I should know better than to blog about anything to do with politics, but I just cannot help it. Two things hit my radar screen recently that prompt this irrational, and probably ill-advised outburst.
I have always struggled with the concept and the reality of labor unions. When I was in high school I worked in a supermarket and was a member in good standing of the Retail Clerks Union International. I did not like being a member of the union and would have declined membership if it had not been so soundly “encouraged” by my fellow employees and even my manager. There was a good amount of pride in being 100 percent.
The union did give me 15 cents an hour better wages than the guys who worked down the strip center from me at the non-union Winn Dixie, so there was a benefit, even to a part-time kid. When I completed my training for a tour in the Florida Air National Guard I returned to the store and soon became “management.” I had to work a lot of hours but paid no more union dues.
At that time there was another union operating in the stores, the Amalgamated Meat Cutters. All things considered, it was not difficult managing with the two unions but the meat cutters’ rules could be pretty onerous. If I got caught rearranging steaks in a refrigerated display, I could expect a visit from the meat union’s agent. He usually came with two of his, let’s just say, “large” associates. I stupidly refused to ever be intimidated by them (chalk that up to my youth and inexperience).
Nearly a decade after I left the retail business for the good life in roofing, the two unions merged to form United Food and Commercial Workers. The concept of a labor union seems fair enough. It is easy to understand why hundreds, even thousands of workers need to band together to ensure decent pay and safe working conditions. It is logical that a company would do well operating in an environment where the expectations of its workforce were crystal clear and they do not have to negotiate with each individual. Unions, I have always thought, should provide training and other support that companies often cannot or will not provide.
In other words, in my perfect unionized workplace, the workers are compensated and otherwise treated fairly and the company looks to the union to bring in great workers and help keep them trained and happy with their work. This should provide a productive and competitive workplace. OK, so it has not always been a marriage made in heaven, but the concept is not all that bad.
What bothers me about unions (at least my perception of them) is their attitude. Their several pushes at the federal level are all aimed at forcing their will on both business and their workers. That seems like a bully’s response to the problem of shrinking membership rolls. Their stock is way down from the glory days and is poised to retract even further. Just to be fair, firms that contract with labor unions have not always been squeaky clean in their dealings with their unions and fight nearly any governmental initiative that would favor unions.
Recently a couple of municipalities in California rolled back pension benefits for their employees. Around the same time the governor of Wisconsin survived a recall vote that was staged primarily by public employee (and other) unions. I think it is about time there was a little pushback. Maybe backlash is the better word, but it appears that folks are upset at the entitlement mentality of public servants and their unions. The rest of us are all out here working our you-know-what’s off and many of us have taken pay cuts and lots of folks have no work at all, but we are expected to keep paying our (public) employees as if nothing is amiss.
I think unions would be just fine if they would return to their roots. They simply must change if they are going to survive. The notion that firms they deal with can realistically provide “job security” as part of their contract is nonsense. How can they guaranty any particular level of business over broad periods of time? Likewise, firms that negotiate with unions who have been willing to sign suicide pacts promising benefits for life need to wake up. That includes the federal, state, and municipal governments (the nation’s largest employer).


■ Task directions
State the number of lines in the following material that contain the string "derived", and nothing else.

■ Data for analysis
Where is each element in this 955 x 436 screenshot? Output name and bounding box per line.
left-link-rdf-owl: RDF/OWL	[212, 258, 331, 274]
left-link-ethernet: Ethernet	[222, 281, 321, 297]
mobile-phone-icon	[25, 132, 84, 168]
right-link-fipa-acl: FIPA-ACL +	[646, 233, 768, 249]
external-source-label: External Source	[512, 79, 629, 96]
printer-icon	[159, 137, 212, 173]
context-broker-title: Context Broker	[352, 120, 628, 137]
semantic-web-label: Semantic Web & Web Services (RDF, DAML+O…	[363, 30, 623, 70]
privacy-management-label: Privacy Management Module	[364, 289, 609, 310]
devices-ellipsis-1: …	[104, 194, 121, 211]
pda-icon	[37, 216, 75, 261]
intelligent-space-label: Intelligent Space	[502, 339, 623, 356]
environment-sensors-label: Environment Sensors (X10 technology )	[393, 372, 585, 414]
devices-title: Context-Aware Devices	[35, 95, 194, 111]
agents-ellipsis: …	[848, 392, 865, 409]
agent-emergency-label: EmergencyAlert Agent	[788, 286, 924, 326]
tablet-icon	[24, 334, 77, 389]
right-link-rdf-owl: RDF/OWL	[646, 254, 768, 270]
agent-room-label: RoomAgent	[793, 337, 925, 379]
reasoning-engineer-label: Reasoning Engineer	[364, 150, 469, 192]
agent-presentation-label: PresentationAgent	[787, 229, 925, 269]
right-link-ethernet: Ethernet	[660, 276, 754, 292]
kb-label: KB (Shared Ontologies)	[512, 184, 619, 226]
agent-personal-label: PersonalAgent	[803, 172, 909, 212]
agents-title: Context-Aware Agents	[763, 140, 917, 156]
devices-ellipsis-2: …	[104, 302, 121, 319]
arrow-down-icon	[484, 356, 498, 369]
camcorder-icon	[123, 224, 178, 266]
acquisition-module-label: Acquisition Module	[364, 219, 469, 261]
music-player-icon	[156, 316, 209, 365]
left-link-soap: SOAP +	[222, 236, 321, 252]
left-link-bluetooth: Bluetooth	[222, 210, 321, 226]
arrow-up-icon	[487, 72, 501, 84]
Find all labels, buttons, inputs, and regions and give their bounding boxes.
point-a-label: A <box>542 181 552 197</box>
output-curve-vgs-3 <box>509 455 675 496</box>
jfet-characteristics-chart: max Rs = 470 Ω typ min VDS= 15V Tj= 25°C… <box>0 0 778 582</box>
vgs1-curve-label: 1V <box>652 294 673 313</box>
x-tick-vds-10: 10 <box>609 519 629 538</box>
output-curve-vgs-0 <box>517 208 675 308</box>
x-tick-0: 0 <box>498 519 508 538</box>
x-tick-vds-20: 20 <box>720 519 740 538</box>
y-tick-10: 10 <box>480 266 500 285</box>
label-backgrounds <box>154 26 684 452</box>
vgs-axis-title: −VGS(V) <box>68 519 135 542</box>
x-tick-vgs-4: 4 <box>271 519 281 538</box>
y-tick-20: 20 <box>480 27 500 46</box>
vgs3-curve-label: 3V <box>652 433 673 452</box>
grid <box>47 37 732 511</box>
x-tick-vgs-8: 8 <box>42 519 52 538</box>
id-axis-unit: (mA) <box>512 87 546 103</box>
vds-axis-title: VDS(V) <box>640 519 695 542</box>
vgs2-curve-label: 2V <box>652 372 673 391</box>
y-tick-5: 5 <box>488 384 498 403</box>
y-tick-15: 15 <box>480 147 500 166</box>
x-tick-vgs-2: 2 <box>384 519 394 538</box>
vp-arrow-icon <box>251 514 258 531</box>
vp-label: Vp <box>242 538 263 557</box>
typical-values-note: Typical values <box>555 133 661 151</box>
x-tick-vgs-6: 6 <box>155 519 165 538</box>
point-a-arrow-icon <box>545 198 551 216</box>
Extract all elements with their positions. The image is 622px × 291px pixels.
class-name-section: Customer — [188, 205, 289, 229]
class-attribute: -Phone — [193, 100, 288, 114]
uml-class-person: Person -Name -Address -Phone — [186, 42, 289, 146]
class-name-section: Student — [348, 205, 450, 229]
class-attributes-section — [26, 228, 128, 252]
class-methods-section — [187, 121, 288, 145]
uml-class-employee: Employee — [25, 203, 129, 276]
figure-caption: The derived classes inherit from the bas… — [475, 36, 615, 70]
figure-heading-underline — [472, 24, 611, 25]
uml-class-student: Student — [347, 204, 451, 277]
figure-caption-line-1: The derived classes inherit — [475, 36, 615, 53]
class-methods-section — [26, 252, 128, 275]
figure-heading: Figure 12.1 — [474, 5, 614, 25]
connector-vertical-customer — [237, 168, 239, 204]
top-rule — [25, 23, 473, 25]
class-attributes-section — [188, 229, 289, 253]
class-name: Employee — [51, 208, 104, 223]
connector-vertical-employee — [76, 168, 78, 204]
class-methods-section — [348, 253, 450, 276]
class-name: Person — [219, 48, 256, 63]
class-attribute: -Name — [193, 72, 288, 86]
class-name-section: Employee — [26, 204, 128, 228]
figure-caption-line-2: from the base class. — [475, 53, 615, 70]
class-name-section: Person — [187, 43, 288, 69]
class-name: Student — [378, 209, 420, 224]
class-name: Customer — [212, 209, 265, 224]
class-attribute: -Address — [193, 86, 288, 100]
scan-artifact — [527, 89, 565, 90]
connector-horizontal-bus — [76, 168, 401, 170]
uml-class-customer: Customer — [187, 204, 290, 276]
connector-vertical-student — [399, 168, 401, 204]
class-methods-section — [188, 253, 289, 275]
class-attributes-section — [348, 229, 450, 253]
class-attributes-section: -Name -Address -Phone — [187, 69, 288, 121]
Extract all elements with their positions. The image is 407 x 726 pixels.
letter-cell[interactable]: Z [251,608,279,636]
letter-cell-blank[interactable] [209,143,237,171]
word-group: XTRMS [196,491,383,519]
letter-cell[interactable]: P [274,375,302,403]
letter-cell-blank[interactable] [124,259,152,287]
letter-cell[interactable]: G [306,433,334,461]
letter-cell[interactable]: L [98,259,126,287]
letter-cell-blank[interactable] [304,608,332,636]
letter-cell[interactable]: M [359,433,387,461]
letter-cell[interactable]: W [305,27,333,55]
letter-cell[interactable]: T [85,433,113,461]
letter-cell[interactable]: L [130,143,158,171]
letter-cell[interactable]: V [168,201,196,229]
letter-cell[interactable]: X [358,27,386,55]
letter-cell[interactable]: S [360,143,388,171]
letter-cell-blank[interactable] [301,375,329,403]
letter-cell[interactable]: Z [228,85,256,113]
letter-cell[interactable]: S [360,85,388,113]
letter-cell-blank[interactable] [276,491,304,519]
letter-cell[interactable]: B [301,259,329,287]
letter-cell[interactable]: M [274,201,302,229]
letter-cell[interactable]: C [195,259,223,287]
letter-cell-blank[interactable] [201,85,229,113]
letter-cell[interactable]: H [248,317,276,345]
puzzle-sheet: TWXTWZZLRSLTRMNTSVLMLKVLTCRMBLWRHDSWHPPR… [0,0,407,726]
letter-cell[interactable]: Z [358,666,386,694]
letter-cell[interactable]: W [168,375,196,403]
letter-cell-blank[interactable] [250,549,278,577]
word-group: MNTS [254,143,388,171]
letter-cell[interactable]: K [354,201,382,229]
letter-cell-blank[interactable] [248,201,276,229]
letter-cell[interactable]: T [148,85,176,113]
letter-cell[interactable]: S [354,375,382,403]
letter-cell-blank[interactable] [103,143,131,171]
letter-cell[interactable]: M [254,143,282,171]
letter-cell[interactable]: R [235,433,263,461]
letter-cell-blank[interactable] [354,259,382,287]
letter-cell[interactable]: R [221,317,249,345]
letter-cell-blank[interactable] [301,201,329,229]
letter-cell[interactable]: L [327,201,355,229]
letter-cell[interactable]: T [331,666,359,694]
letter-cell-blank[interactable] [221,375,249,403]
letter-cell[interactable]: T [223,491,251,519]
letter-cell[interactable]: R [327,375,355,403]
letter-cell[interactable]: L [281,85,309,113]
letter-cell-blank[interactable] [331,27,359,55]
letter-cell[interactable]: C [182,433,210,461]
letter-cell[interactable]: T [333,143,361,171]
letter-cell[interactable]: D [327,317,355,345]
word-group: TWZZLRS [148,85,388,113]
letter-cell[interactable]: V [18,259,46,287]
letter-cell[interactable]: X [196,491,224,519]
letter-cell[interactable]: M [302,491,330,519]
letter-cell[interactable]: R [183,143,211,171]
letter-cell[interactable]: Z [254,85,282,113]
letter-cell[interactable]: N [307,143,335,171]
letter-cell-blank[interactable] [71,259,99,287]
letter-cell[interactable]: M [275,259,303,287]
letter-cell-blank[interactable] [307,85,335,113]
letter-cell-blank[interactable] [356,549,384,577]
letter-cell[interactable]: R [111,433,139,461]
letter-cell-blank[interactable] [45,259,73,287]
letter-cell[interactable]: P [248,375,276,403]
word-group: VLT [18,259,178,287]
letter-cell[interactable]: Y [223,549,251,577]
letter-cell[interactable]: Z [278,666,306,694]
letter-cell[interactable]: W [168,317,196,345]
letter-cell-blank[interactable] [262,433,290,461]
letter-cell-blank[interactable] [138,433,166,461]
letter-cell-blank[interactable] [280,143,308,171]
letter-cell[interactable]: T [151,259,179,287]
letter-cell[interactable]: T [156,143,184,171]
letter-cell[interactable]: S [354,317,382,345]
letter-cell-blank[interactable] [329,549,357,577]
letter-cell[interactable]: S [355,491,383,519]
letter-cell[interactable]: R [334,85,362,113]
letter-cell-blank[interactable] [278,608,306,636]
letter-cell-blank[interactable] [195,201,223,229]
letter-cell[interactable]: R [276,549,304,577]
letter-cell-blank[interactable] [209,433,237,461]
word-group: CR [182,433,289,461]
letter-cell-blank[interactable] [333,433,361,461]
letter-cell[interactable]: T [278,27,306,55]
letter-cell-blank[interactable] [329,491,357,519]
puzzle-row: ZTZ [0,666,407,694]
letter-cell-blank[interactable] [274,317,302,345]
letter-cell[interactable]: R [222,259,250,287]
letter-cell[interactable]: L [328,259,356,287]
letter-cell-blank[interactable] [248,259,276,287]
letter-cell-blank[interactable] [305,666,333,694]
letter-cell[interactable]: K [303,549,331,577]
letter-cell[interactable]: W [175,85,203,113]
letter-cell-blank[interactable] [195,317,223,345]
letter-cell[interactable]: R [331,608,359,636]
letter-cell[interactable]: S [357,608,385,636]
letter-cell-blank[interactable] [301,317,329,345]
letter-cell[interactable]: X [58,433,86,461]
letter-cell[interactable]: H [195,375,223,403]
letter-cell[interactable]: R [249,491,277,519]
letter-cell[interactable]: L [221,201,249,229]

* * *

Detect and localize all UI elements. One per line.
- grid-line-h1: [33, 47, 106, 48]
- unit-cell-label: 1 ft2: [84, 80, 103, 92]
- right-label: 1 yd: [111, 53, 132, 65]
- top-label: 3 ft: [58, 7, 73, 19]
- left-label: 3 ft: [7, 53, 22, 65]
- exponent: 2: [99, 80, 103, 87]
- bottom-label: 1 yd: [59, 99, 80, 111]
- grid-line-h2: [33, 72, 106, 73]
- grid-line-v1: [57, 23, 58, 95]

==

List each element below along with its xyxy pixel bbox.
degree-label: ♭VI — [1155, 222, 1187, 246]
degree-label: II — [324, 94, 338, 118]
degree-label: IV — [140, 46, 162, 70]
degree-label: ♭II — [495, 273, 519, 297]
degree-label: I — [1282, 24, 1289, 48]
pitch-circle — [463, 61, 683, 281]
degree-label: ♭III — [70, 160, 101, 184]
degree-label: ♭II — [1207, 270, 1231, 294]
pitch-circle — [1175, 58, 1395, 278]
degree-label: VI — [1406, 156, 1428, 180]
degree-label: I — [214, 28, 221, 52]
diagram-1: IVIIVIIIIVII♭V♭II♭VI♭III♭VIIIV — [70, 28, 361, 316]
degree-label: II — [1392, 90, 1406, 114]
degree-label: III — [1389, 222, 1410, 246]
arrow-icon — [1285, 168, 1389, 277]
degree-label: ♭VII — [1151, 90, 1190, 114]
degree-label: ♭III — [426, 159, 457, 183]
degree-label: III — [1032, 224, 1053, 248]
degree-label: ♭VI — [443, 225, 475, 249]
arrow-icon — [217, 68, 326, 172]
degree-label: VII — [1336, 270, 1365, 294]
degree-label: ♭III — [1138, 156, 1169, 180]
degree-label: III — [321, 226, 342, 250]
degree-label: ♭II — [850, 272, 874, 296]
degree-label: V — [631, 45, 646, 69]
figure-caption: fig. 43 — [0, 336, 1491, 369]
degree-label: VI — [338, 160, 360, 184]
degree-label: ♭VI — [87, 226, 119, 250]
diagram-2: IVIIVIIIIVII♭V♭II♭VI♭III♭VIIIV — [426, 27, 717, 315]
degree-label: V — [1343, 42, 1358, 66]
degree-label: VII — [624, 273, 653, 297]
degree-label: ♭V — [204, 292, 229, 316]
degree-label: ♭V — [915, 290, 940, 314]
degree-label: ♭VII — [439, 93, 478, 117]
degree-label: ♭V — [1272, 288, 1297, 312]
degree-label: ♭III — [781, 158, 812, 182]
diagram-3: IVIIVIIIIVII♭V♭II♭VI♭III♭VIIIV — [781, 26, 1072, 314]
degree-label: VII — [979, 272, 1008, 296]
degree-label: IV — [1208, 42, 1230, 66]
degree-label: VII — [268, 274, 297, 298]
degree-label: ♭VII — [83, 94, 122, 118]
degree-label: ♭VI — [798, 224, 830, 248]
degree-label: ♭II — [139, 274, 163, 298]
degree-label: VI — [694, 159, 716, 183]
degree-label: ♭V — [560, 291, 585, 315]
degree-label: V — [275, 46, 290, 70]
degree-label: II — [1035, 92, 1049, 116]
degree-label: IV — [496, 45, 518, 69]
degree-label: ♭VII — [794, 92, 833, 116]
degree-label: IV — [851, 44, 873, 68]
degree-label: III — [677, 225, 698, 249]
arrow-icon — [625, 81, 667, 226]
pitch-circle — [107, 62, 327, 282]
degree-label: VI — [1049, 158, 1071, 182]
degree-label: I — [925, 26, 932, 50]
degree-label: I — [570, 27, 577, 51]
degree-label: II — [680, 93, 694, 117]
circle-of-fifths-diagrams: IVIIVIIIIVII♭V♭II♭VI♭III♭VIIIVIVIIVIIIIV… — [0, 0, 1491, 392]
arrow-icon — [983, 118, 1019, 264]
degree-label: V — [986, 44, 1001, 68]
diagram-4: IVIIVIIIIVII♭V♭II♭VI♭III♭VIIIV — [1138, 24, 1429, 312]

■ Exercise solution
2